Advertising
Air sneak attack
by Stephen Heuser
|
|
|
FALSE ADVERTISING:
Nike walks a fine line.
|
If you ride the Green Line through Park Street, you've probably noticed the
billboards. For the second year in a row, Nike has splashed an entire wall of
Park Street Station with ads hyping the city's biggest sporting event, the
Boston Marathon.
You may also have noticed that for the second year in a row, Nike does not
actually use the words "Boston Marathon" in its ads. The reason: legally, it
can't. The official footwear sponsor of the marathon is archrival Adidas. So
for the second year in a row, race organizers at the Boston Athletic
Association are officially irked.
"We view it as something that's quite unfortunate," says Guy Morse, the BAA's
race director. "It's predictable, and it's typical of [Nike's] marketing
style," which he characterizes as "leeching off" the race's image.
Nike's blowout Park Street campaign is a big win for the T, which is netting
$55,000 for this year's billboards. It's less of a win for Adidas, which pays
the BAA upward of $1 million in gear and cash for the right to use the
marathon's name in its ads.
Nike spokesperson Dave Mingey (who, coincidentally, attended college on the
marathon route at BC), says Nike's ads are "not an infringement of any
trademark or licensing thing," and that Nike is "very aware of where the lines
are and careful not to cross them." At an event the size of the marathon, he
says, "There's a certain competitiveness among not only the athletes, but also
the companies."
There sure is. Last year in New York, Nike yanked its official sponsorship of
that city's marathon and spent the money instead on a New York Marathon-related
marketing assault, which involved an army of college students impersonating
street-corner preachers throughout Manhattan. (Don't ask.) By those standards,
an MBTA billboard blitz seems almost understated.
Still, there's plenty of entertainment value in watching an advertiser bend
over backward to create Boston Marathon ads that don't actually mention the
marathon. ("They're very shrewd in knowing just how far they can go," says the
BAA's Morse.) This year, the Park Street billboards have no wording at all.
They're numbered, and arranged to evoke the race scenery mile by mile.
Billboard 0 shows the intersection in Hopkinton where the race begins.
Billboard 26.2 shows the Boston Public Library, where the race ends. Between
them are fashionably overexposed fragments of Ashland, Framingham, Wellesley,
Cleveland Circle, and so on.
For anyone who's run the race, the recognition is instant. For everyone else,
it must seem a little cryptic, although one detail is unmistakable: the stark
white swoosh hovering over every scene.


#### Work request:
Give back exactly the line containing "Return the region for human leg." together with all the lines after it, ending at the final line below.
--*--
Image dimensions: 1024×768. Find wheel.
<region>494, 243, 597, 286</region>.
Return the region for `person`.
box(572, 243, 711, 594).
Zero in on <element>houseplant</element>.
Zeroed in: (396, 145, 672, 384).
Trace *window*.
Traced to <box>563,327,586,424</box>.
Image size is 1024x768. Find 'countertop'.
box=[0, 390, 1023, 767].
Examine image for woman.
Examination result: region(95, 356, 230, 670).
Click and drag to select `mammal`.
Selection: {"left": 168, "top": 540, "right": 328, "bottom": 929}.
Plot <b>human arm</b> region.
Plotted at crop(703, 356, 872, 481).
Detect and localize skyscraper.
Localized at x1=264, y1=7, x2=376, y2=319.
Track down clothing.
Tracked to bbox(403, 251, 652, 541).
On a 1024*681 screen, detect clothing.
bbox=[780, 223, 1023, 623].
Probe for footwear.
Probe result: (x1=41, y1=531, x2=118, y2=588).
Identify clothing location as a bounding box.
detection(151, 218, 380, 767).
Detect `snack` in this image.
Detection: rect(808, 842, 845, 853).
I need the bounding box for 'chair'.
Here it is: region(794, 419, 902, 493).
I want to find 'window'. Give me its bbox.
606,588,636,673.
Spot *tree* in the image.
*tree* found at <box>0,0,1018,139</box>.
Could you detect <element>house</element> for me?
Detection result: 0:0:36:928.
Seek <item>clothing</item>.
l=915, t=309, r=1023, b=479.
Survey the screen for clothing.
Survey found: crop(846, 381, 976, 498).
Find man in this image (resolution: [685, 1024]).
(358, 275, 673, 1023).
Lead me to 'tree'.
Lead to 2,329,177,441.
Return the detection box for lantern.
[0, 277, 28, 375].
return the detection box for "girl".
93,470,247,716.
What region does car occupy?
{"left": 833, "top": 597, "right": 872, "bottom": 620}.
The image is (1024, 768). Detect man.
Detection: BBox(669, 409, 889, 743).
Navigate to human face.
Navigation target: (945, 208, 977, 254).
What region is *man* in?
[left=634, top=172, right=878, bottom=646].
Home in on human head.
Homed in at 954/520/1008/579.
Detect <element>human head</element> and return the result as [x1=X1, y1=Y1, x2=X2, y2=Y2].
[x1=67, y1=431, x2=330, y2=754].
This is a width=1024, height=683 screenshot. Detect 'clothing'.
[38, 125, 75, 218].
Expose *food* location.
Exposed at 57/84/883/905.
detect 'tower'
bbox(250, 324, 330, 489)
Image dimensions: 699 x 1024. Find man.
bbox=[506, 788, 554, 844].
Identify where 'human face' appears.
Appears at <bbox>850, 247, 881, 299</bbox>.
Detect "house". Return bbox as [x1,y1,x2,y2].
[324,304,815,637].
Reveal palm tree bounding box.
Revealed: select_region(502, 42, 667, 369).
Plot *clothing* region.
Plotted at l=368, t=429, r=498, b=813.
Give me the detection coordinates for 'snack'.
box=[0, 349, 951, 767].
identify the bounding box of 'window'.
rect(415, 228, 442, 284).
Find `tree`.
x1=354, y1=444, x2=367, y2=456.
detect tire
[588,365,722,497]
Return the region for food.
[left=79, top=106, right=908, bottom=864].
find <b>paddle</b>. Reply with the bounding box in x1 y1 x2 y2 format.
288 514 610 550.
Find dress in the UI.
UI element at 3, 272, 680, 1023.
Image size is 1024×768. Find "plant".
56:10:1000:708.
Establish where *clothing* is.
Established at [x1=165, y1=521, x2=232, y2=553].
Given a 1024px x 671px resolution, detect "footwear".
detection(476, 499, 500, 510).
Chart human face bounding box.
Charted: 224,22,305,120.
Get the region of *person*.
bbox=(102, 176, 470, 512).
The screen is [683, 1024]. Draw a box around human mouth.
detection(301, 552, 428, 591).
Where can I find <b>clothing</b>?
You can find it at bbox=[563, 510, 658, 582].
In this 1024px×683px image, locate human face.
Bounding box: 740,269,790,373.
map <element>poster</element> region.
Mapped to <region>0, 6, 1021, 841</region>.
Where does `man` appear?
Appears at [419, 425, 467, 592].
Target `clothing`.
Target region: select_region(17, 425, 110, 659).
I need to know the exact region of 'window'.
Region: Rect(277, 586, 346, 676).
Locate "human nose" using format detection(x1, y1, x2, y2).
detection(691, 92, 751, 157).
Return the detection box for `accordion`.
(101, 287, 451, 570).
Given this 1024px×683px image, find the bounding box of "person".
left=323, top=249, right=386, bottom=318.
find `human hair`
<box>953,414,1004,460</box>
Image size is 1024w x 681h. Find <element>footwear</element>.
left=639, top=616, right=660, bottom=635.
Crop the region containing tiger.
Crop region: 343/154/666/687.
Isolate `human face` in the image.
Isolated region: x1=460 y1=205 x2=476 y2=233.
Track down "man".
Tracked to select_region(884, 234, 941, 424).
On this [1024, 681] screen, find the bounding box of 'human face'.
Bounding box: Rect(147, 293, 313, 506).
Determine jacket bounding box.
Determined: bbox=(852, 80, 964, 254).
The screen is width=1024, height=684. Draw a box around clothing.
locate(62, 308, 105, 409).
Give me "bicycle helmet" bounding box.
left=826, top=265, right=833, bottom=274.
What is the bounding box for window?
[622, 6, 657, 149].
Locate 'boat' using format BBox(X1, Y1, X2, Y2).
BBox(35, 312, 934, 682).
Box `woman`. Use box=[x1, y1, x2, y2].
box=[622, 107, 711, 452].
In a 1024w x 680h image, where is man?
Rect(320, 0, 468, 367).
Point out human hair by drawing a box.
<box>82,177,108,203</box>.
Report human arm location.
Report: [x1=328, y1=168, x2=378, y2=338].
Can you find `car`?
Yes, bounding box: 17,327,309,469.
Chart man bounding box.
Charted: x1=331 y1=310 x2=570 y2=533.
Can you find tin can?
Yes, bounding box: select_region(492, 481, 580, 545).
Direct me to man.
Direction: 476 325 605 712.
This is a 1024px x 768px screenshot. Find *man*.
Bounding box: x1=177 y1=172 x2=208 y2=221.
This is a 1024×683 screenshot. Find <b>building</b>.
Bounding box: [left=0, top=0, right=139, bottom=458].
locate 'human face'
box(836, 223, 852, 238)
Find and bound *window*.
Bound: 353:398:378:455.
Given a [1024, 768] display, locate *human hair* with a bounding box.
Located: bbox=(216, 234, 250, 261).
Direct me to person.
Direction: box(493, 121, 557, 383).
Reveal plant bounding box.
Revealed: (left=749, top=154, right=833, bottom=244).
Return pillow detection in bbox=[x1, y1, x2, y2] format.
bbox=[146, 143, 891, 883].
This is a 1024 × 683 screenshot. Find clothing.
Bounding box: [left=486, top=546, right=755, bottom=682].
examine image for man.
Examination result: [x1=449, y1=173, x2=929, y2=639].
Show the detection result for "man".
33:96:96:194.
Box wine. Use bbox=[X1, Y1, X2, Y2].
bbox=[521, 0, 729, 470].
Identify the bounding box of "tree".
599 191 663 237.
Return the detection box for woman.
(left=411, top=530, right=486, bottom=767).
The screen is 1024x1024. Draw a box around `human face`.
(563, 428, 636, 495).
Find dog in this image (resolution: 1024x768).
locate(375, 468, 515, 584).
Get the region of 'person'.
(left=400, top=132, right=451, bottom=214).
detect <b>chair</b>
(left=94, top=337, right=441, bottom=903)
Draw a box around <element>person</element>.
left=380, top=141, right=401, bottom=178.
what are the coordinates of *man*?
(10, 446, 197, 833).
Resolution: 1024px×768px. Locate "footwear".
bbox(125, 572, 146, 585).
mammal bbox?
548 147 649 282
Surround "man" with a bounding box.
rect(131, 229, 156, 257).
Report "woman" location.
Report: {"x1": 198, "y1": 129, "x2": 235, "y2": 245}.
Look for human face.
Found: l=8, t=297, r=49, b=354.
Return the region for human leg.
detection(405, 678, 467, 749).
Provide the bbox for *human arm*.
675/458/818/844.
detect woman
--*--
#### Solved exercise:
Return the region for human leg.
detection(405, 678, 467, 749).
Provide the bbox for *human arm*.
675/458/818/844.
detect woman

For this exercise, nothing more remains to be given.